23 July 2009

The colors of summer




I am in awe of the reds, and the corals and magentas make me smile, but it is the green that is my favorite. The juicy, tart, not-quite-ripe yet magnificent flavor of green. This is how I color my summer.

21 July 2009

A gritty twist on personal history

It rained today. It was a lovely rain. A million dollar rain if you're engaged in the business of farming.

I try to spend rainy days tidying up the farmhouse, and today was no different. I sorted through stacks of laundry, mail and old magazines trying to reduce, reuse or recycle as much as possible. In the midst of my cleaning, I picked up the 2009 Farmers Almanac, and while trying to determine its fate, I found something I had to share:

"Historians tell us that among the useful items the first European colonists brought with them to the New World was one that we might not have suspected: the earthworm.
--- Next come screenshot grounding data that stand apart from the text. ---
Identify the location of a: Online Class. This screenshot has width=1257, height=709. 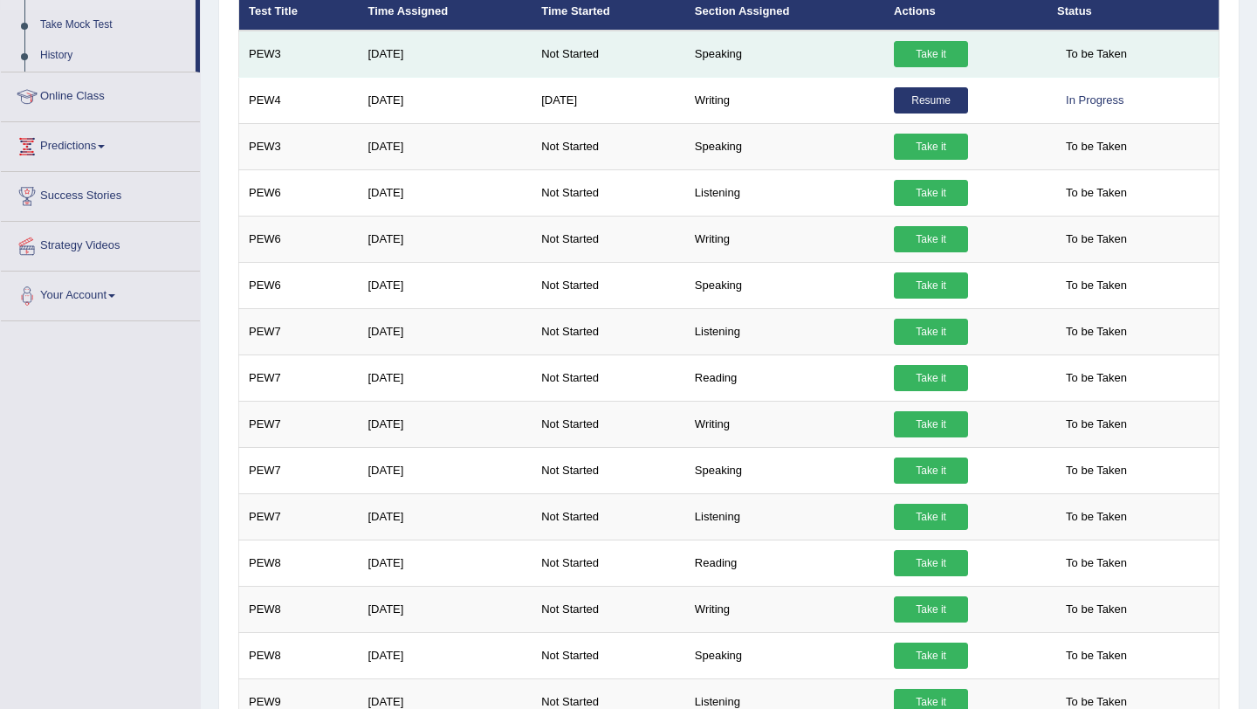
(100, 94). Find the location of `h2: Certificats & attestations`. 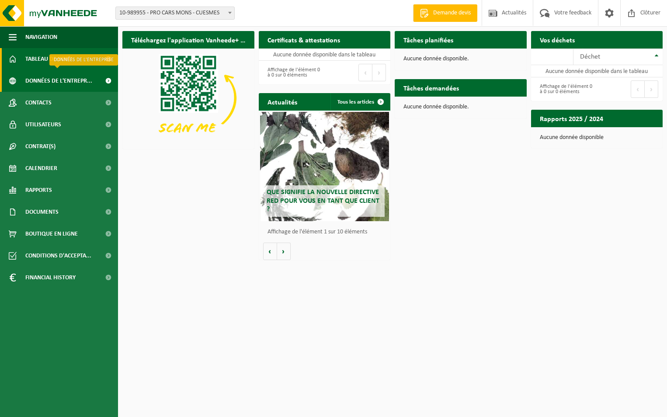

h2: Certificats & attestations is located at coordinates (304, 39).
Earthworms didn't occur originally in much of the north, it seems; rather European species were carried here in the colonists' ships, hidden in the soil those vessels loaded as ballast and in the root balls of plants they carried.

Properly reflected on, the idea that a creature as familiar and ubiquitous as the garden worm should be an exotic can do us good. It can enlarge our perceptions of history, including personal history. For consider: If earthworms came to our continent with the colonists, then they necessarily have their places on the same historical timeline as their human importers. Just as the millions of today's descendants of the first European colonists can trace their ancestry to specific people and places, so the descendents of the earthworms who accompanied those pioneers must arrange themselves in a like heirarchy of arrival. Therefore, should you repine that your colonial pedigree isn't all that you might wish, five minutes' work with a garden spade can turn up an aristocrat, a Mayflower worm whose very presence in your vegetable patch must gentle your condition."


This seemed the perfect sentiment for a day when all the birds are smiling; their rainy-day quest for earthworm meals seems assured.